I’ve written before against the experts who want to reduce higher education to the acquisition of a set of measurable competencies required to become a productive member of our workforce. There’s nothing wrong with becoming competent, but higher education is more than that.

Higher education isn’t mainly about becoming an engaged citizen either.

People should be both responsibly productive and good citizens.  They should also be loving spouses and parents and reliable and devoted friends.  They should care for the unfortunate and do what they can to sustain the environment.  And they should, of course, pay due attention to their health.  They should, of course, not be indifferent to or thoughtlessly deny the existence of God.  If they have the gift of faith, they should lovingly serve the God in whom they believe.
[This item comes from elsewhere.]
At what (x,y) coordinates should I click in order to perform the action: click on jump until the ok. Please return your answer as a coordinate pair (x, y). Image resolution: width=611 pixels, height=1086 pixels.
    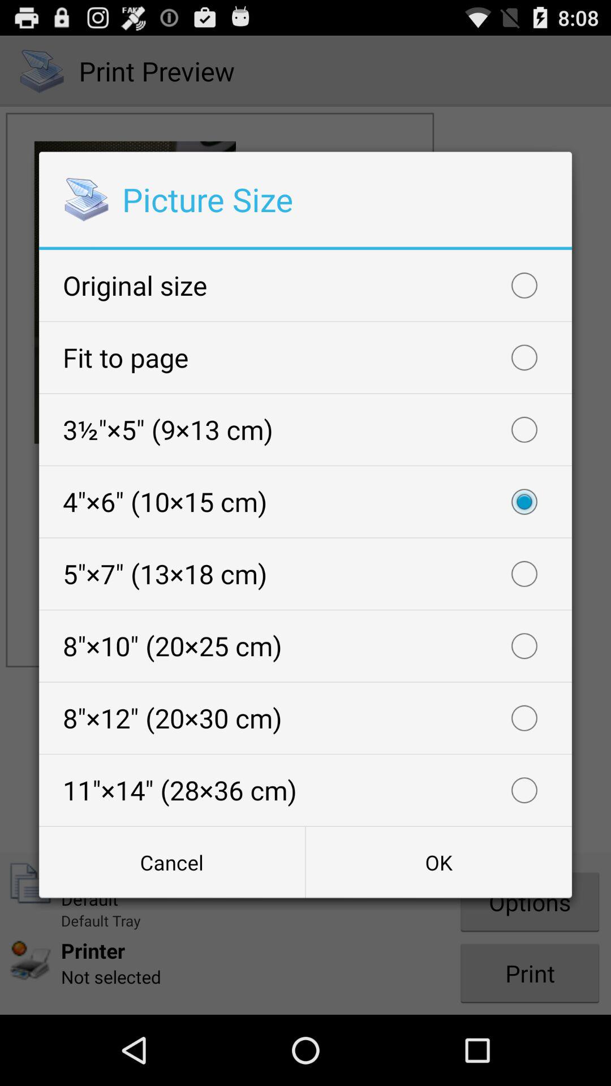
    Looking at the image, I should click on (438, 862).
We can hope and even reasonably expect that someone with a liberal education would have all those virtuous qualities required to flourish as a truthful and relational being in a free society.  Liberal education is certainly about inquiring into who each of us is and what each of us is supposed to do.  But it does so in a relatively disengaged way.
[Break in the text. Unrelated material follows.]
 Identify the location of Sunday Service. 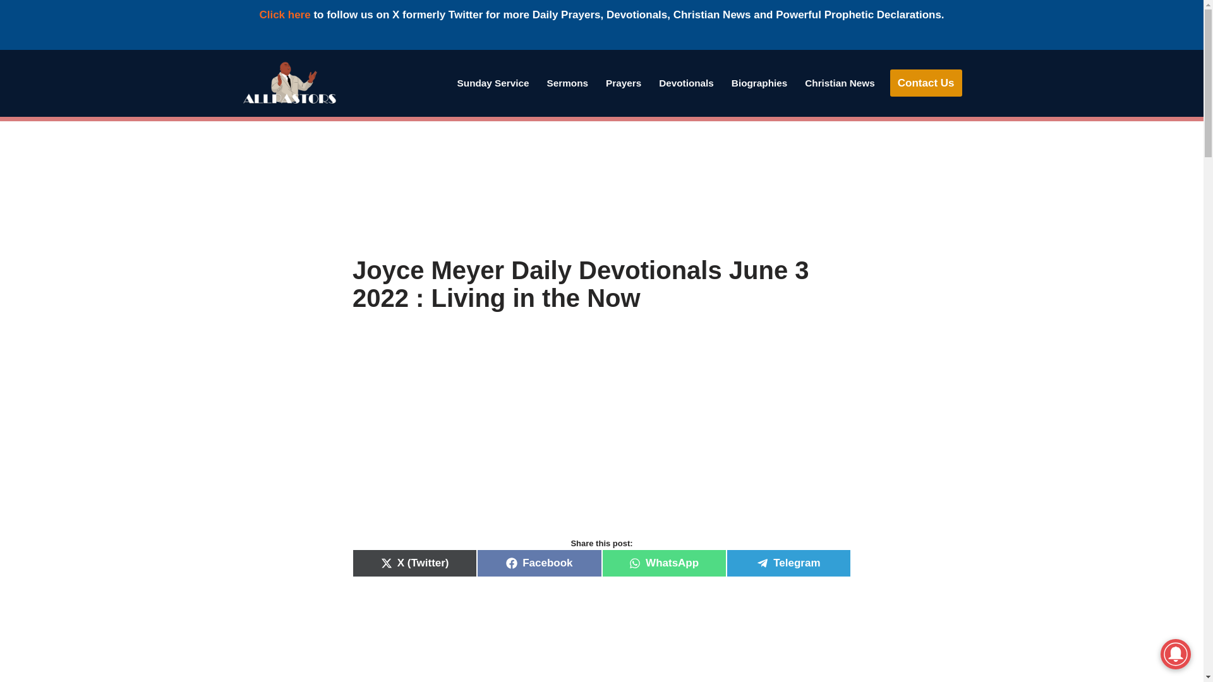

I don’t think, as some do, that liberal education is all about the questions and not about the answers.  But it is about really asking and really, really thinking about the questions before you think you have the answers.  The expert temptation today is replace thought with engagement.  Engagement—being a good citizen—is a responsibility we all share in a democracy.  But you shouldn’t get college credit for it.

So Marks says Socrates should be at the center of liberal education.  But even Socrates should be, I think, more of a question than an answer.  No liberal education is complete without reading Nietzsche on “the problem of Socrates.”  Or Aristophanes on Socrates’ ridiculous self-forgetfulness.  Or St. Augustine on how both contemplation and charity should be parts of every person’s life.  (There’s no Platonic dialogue on the charitable Socrates.)  Or even Machiavelli’s not-so-veiled criticism of Socrates as a parasite who never did free people—and even free thinkers—much good at all.

The most serious Athenian citizens had some good reasons for questioning the character of Socrates’ civic engagement.  He didn’t seem to care about being a citizen very much, and he was very uneven in doing his real civic duties.  He also seemed indifferent to the effect his “teaching method” would have the youngest of Athenian citizens.

So we often think it was the “religious right” or patriotic nuts who were responsible for killing Socrates.  But anyone who’s checked out the evidence knows that explanation is too simple.

Socrates ticked everyone off by saying he just didn’t know enough to have a complete theory of education.  For good citizens, education means learning to respect and obey the law.  For Socrates, they make the mistake of thinking that the law is equivalent to wisdom.  But the truth is that especially democratic law is typically lacking in competence or genuine expertise.  So Socrates would chasten some conservatives these days who are about the kind of “civic literacy” that present the American founding as perfect or lacking in nothing.

But Socrates equally criticized the sophists—the experts—for thinking that education is only about technical competence.  They know stuff, but they make the mistake of thinking that what they know is all there is to know.  A merely technical education leads to power without virtue.  It makes people worse by neglecting the moral dimension of who we are.  Or if “worse” seems judgmental to you, admit that it can easily make them more dangerous.

For a dumb example:  Experts these days think sex education is completely about learning the techniques of safe sex—dressing up vegetables and so forth.  They’re right enough that you can’t be sexually responsible without knowing the bare facts.  But being good can’t be reduced to being safe.  Sexual morality can’t be detached from the attendant natural and relational responsibilities.  So “social conservatives” are partly right that sex education has to do with “family values.”

For human beings, education is some combination of technical competence and reasonable, relational moral discipline.  The sophists are half right, but the devoted citizens are too.  Socrates didn’t know enough to bring the insight of the expert with the insight of the citizen together into a comprehensive theory of education.  And so he angered both the experts and the devoted citizens by saying that he—unlike them—didn’t yet think he knew enough to be an engaged educator, to provide his country the definite guidance it needed.  His profession of his invincible ignorance (so far) mainly serves to chasten those who choose engagement over thought, over both technical excellence and deep moral reflection.  For Socrates, the excessively engaged are typically both too confident and too angry.

So Socrates did think he had a “civic mission,” which was to remind the Athenians of what they didn’t know in such a way that that each Athenian couldn’t use that ignorance as a lame excuse not to care for one’s own soul—one’s own virtue—above all.

If our colleges and universities have a “civic mission,” it surely isn’t to change the world through students’ civic engagement.  Their students and graduates, if properly educated, won’t think that they’re too wise or too free to be good citizens.  But they should enter the world not thinking that they know more than they really do, and so their education should prepare them for engagement marked by the intellectual virtues of prudence and moderation.  They should be free from the vanity and the anger that limits the authentic effectiveness of most political partisans.

A person with a liberal education knows that we’re all citizens, but we’re all also  more than that.  A person with a liberal education is not so libertarian as to believe that we can dispense with government, but is not so “engaged” or so “republican” as not to respect the limits of government.  For one thing, all social engagement isn’t and shouldn’t be political.  The virtue of charity, after all, is much more personal—more relational and more loving—than the virtue of justice.